I didn’t know. I really didn’t know. My dad always said that I am too nice, that I have the curse of a bleeding heart.

I tried to reason with my subconscious about my dad’s temper. Who knew what he would do when he found out about this lady? He couldn’t stand in line at the grocery store for more than 30 seconds without getting pissed. Or what if she was desperate enough to attack him when he tried to make her leave?

My worries turned out to be pointless. My dad woke up to use the bathroom, saw the hallway light, and came out to investigate. When he saw the homeless lady, he first thought it was my older brother Sean, who moved out five years ago, when he was 17, because he and my dad were near fistfights every day. But then he took a closer look.

Miraculously, a gentler side existed in his frozen heart, and he didn’t scream or threaten her. He listened while she lied to him, insisting she was a friend of his wife — oh, that was why she called me missus; she meant Mrs. — who invited her to sleep on the couch. He had her show how she got into the house before making her leave, giving her $20 and an old coat I never wear. He warned that if she ever showed up again, he’d call the cops.

“You’re useless,” I said to my dad over breakfast later. “I’m alone here almost every night, and the window is unlocked?! How the hell didn’t you hear her — she could have had a gun or a knife or something! I could have died!”

Was I overreacting? Maybe. I was overflowing with conflicting emotions, fear for my safety versus empathy for the woman. But I was angry that the one person who was supposed to make me feel safe always seemed to fall short (there’s a history here) — even though he did manage to get her out of the house without a catastrophe.

To be honest, one reason I didn’t wake up my dad was because I was afraid she was hiding a weapon and would attack him. As much as I couldn’t stand him sometimes, he was my dad, and the idea of losing him was terrifying. Not because I needed him to take care of me. I was afraid he would die before I could forgive him for all of the pain he has caused me — for example the time he told me that he wasted 20 years raising my brother and me.
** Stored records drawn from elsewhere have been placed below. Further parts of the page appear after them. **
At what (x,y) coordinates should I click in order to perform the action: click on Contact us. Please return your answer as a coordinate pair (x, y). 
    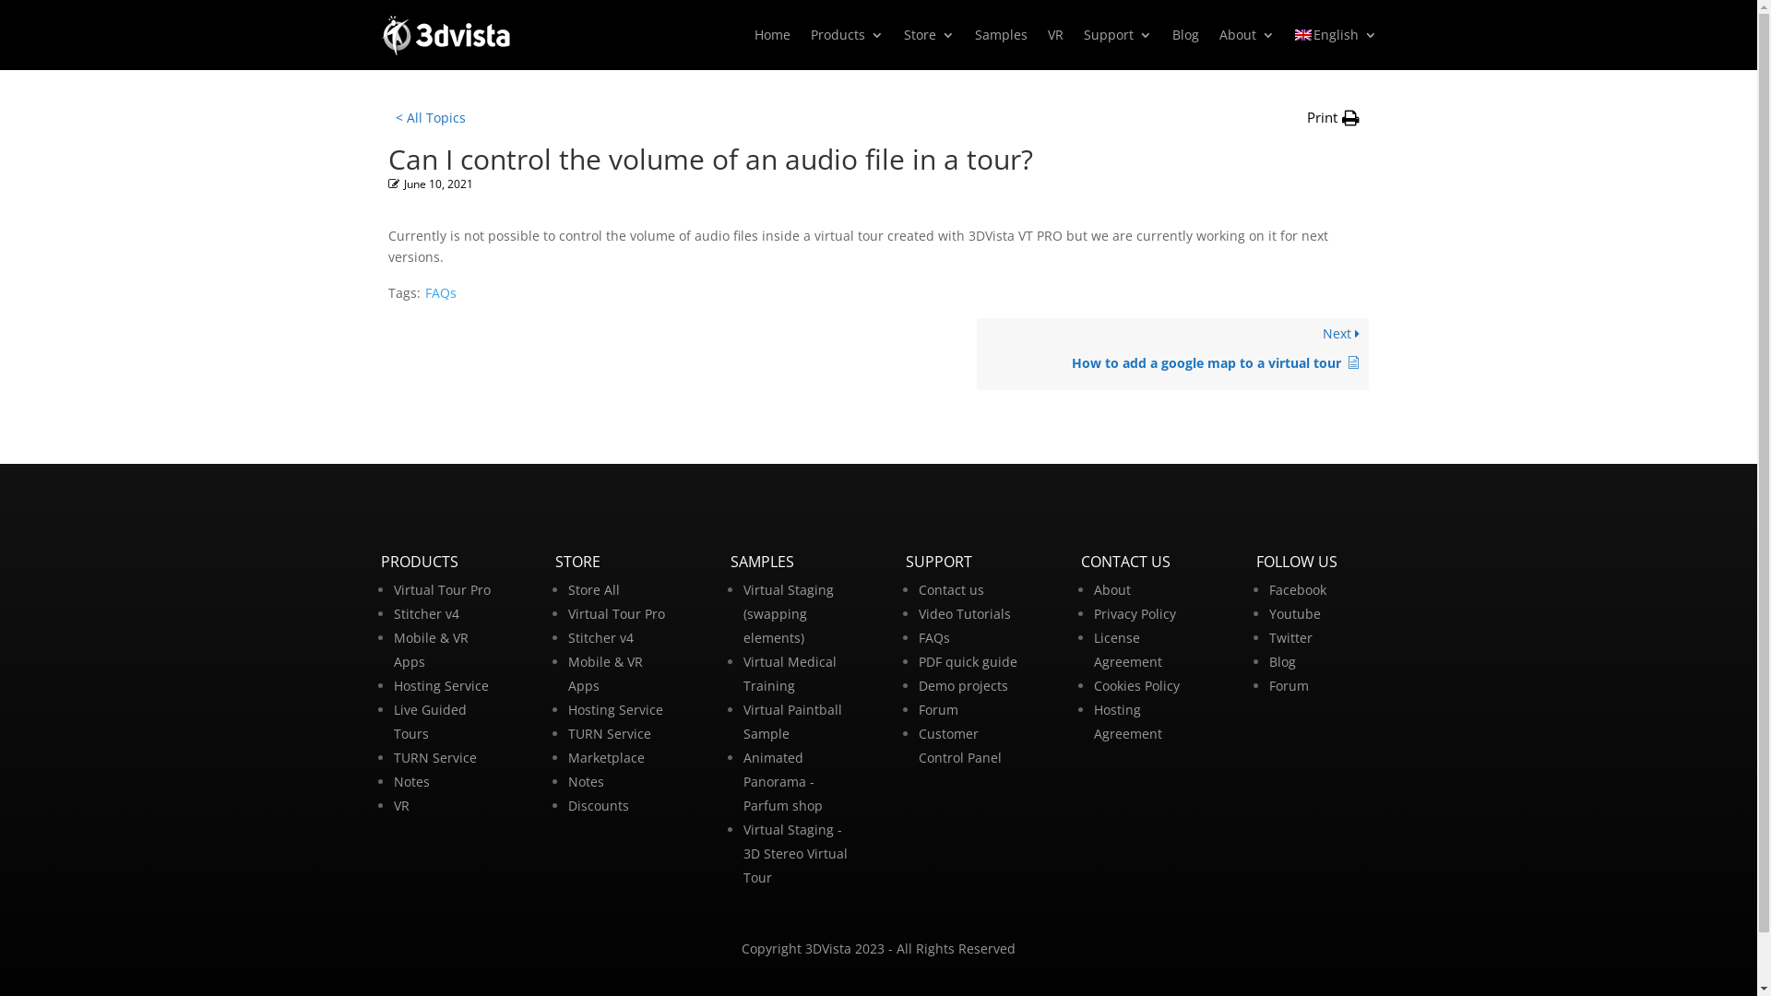
    Looking at the image, I should click on (952, 590).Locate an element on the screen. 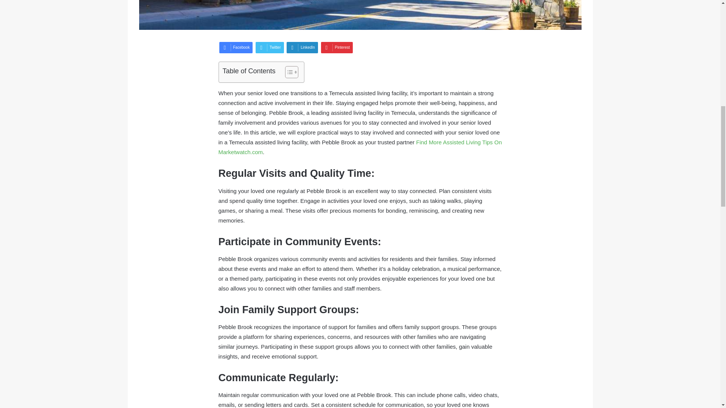  Pinterest is located at coordinates (337, 48).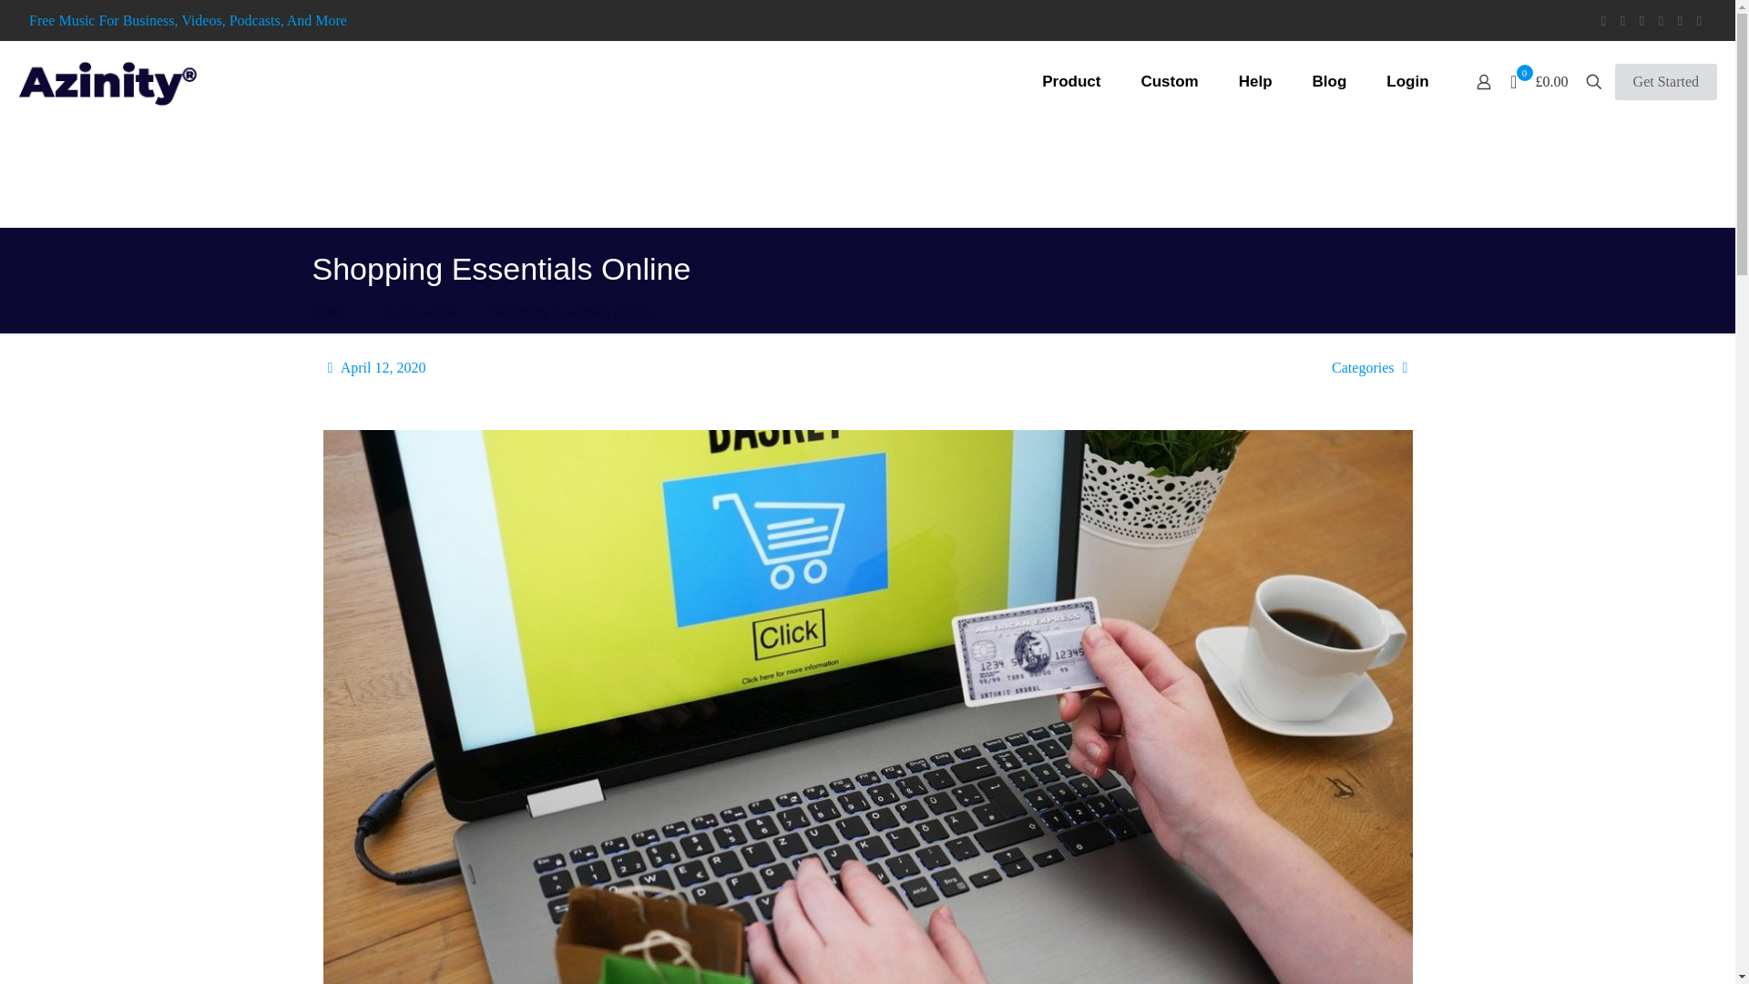  What do you see at coordinates (1255, 81) in the screenshot?
I see `Help` at bounding box center [1255, 81].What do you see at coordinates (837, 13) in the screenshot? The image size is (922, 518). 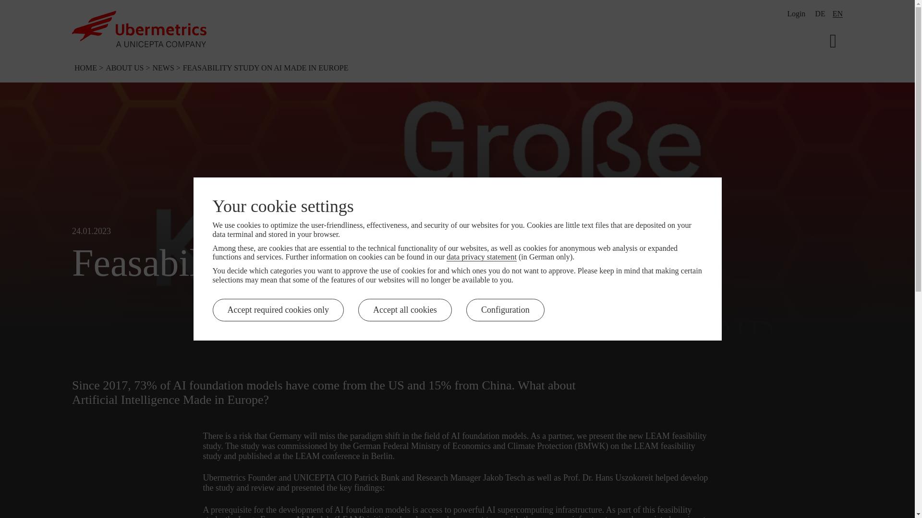 I see `HOME` at bounding box center [837, 13].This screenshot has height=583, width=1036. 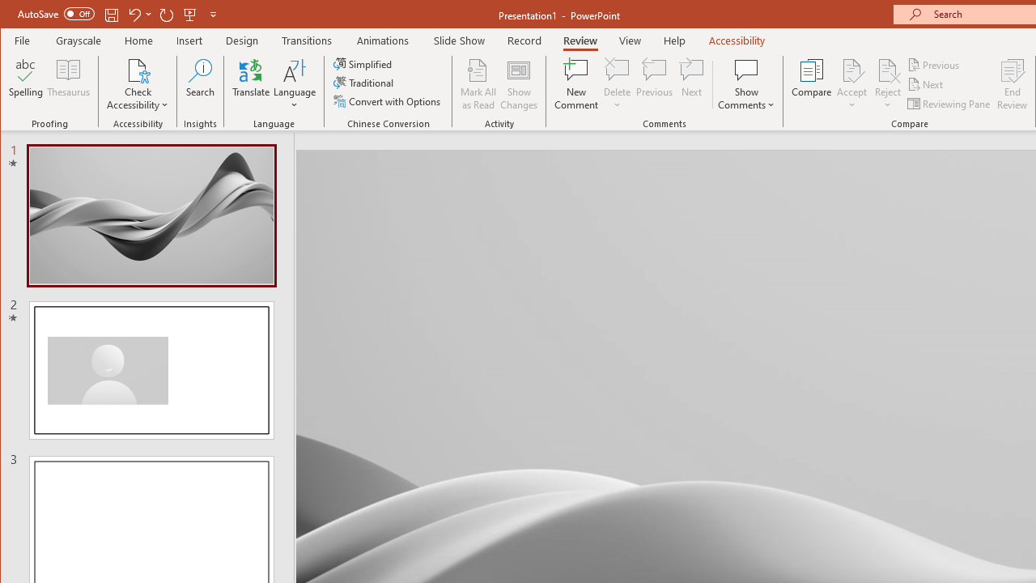 I want to click on Translate, so click(x=251, y=84). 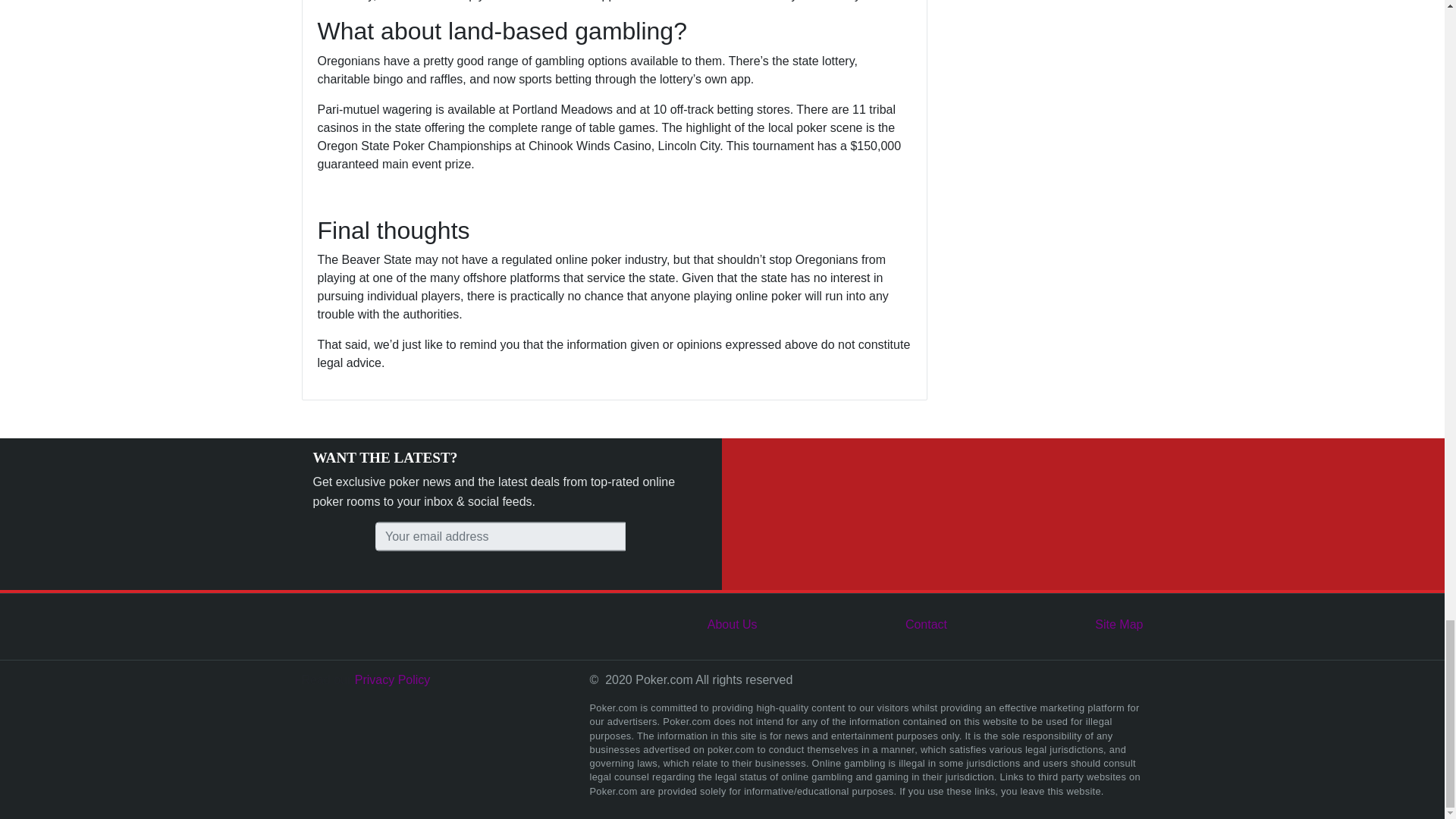 I want to click on Contact, so click(x=926, y=624).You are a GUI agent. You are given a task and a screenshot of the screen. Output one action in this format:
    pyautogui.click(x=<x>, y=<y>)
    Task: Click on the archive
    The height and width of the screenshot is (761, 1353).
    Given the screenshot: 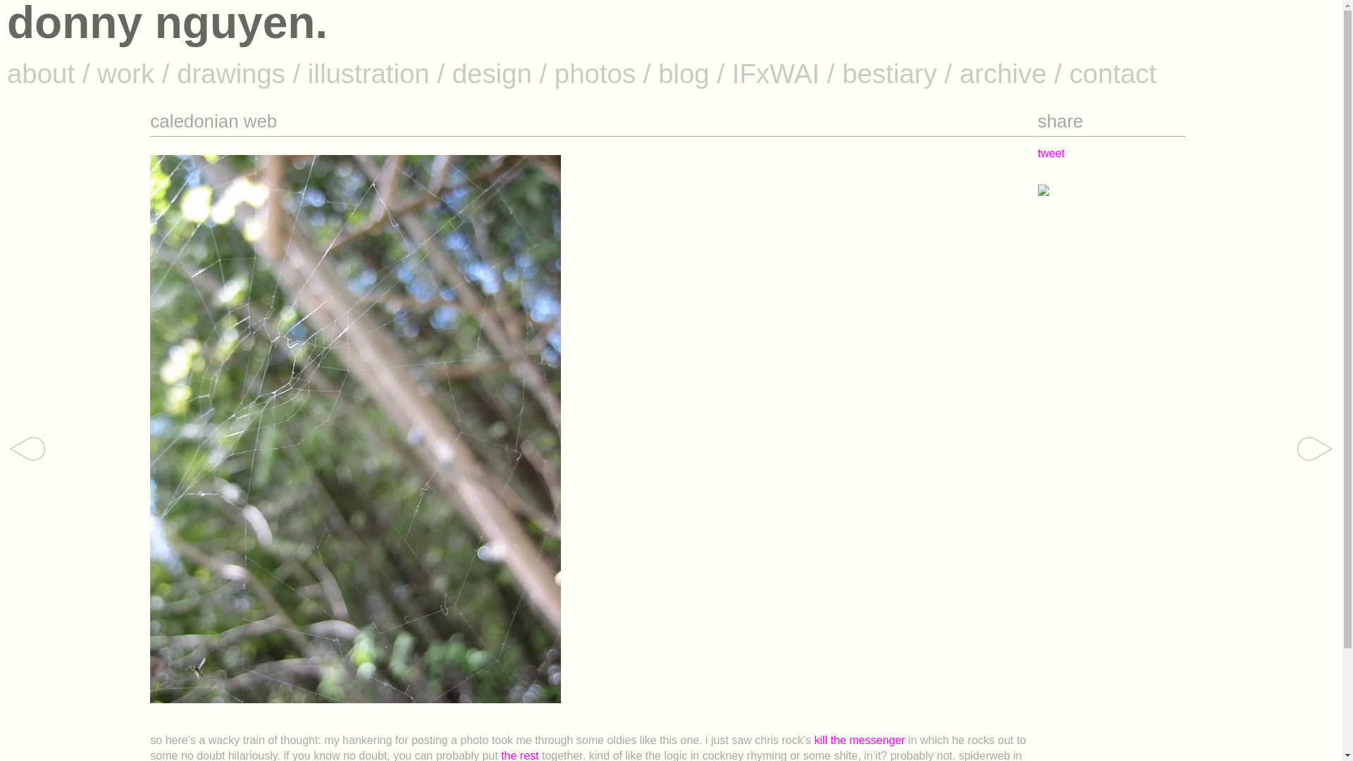 What is the action you would take?
    pyautogui.click(x=1004, y=73)
    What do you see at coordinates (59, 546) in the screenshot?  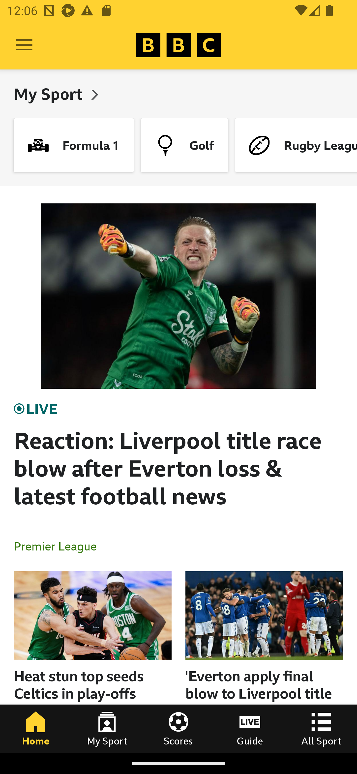 I see `Premier League In the section Premier League` at bounding box center [59, 546]. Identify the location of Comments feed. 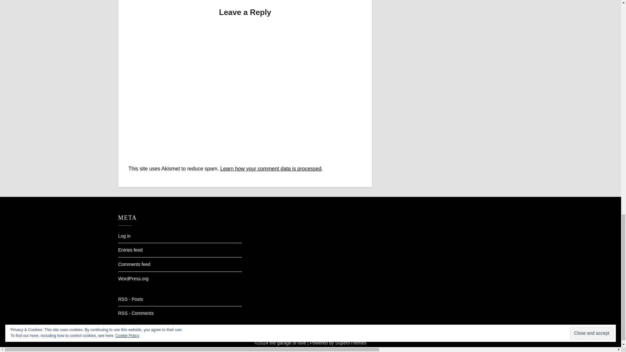
(134, 264).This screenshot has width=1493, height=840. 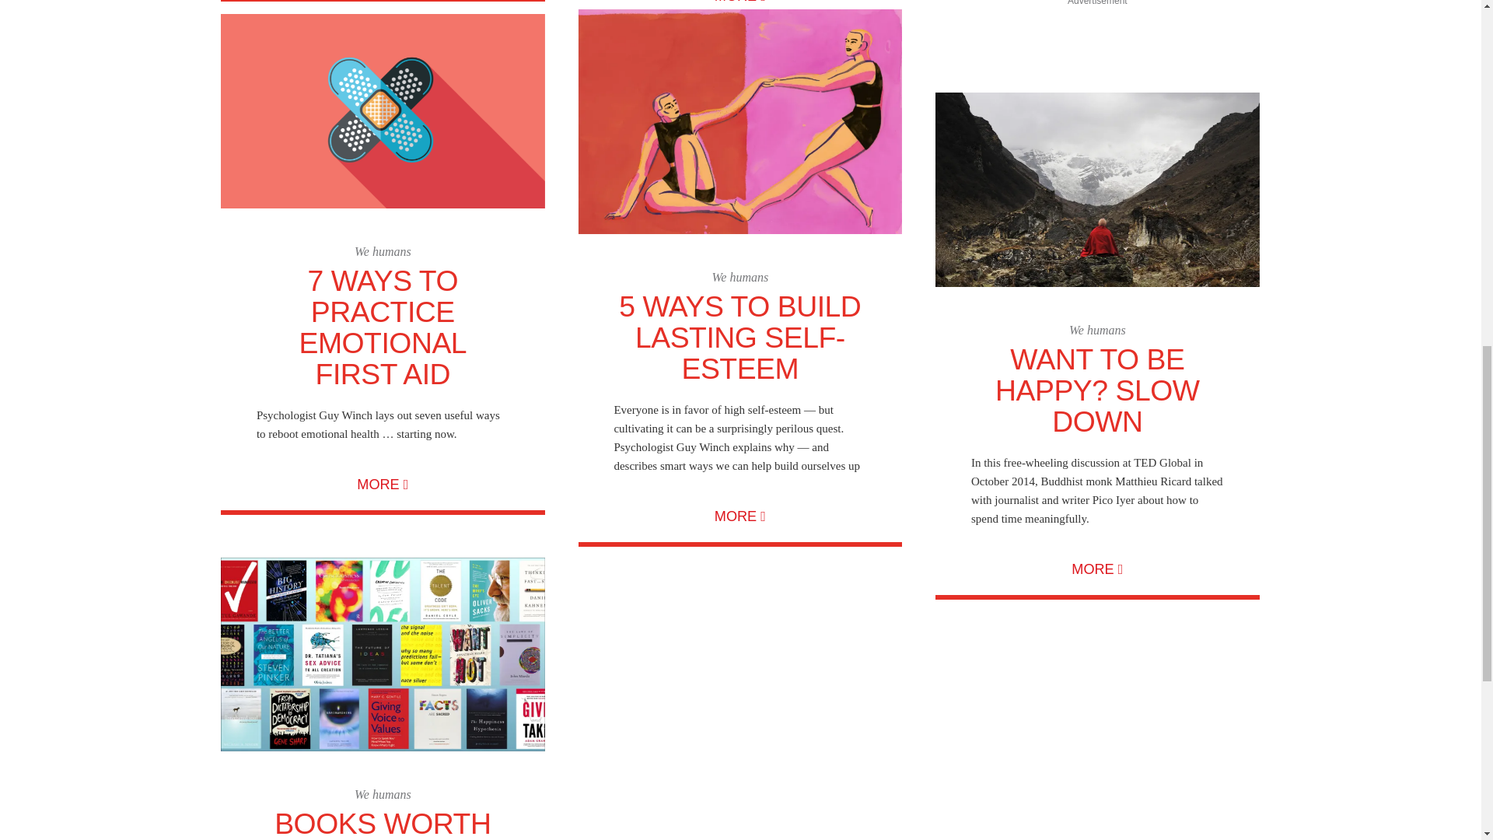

My dad didn’t even blink at my tirade. His face, lined with weariness, softened into a laugh as he explained that the window had been locked — she unlocked it with a screwdriver she’d found in the shed. My dad believed that she was trying to rob us and thought no one was home.

Maybe that should have been a wakeup call. I had always understood the danger that existed in Las Vegas, but I considered my neighborhood safe. I grew up on the east side, Flamingo and Sandhill, six minutes from Sam’s Town. I lived my entire life in the same one-story white and brown house with the rose bushes in the yard and paint chipping off the trim. I just never worried about someone breaking in, even though, according to AreaVibes, there is a 1-in-26 chance of becoming a victim of a crime in Las Vegas. There were 180 homicides in Clark County that year, according to the Review-Journal. And 8 News NOW reports that Las Vegas has the nation’s fourth highest-homeless rate. Out of every 10,000 people, 50 are homeless.

Mostly, though, our lives didn’t change after the incident. Sure, my dad installed an alarm on every window, but I never kept the monitor on — I hated the loud noise it made when I went near a window. Otherwise, I didn’t have nightmares, and I didn’t put a lock on my bedroom door. My dad still refused to replace the porch light that had been dead for 13 years, so that at night my house looked like an abandoned shack for ghouls on crack. 

My mom will never let me live down how I handled the situation. “Are you crazy?” she yelled over the phone from her apartment across town. “Why didn’t you call the cops?” 

When I was 12, my brother accidentally set the microwave on fire, and my mom ran out of the house without either of us. So she might not be the right person to dispense advice in this situation. 

“Why didn’t you get your dad?”
 she asked.

“I was getting to it,” I replied.

In the end, no one got hurt, so I suppose I handled the situation well enough. I still don’t know why I didn’t completely lose it that night. Maybe I have no self-preservation instincts whatsoever. Or my dad’s right about my bleeding heart: I’m just too nice. But what’s wrong with that?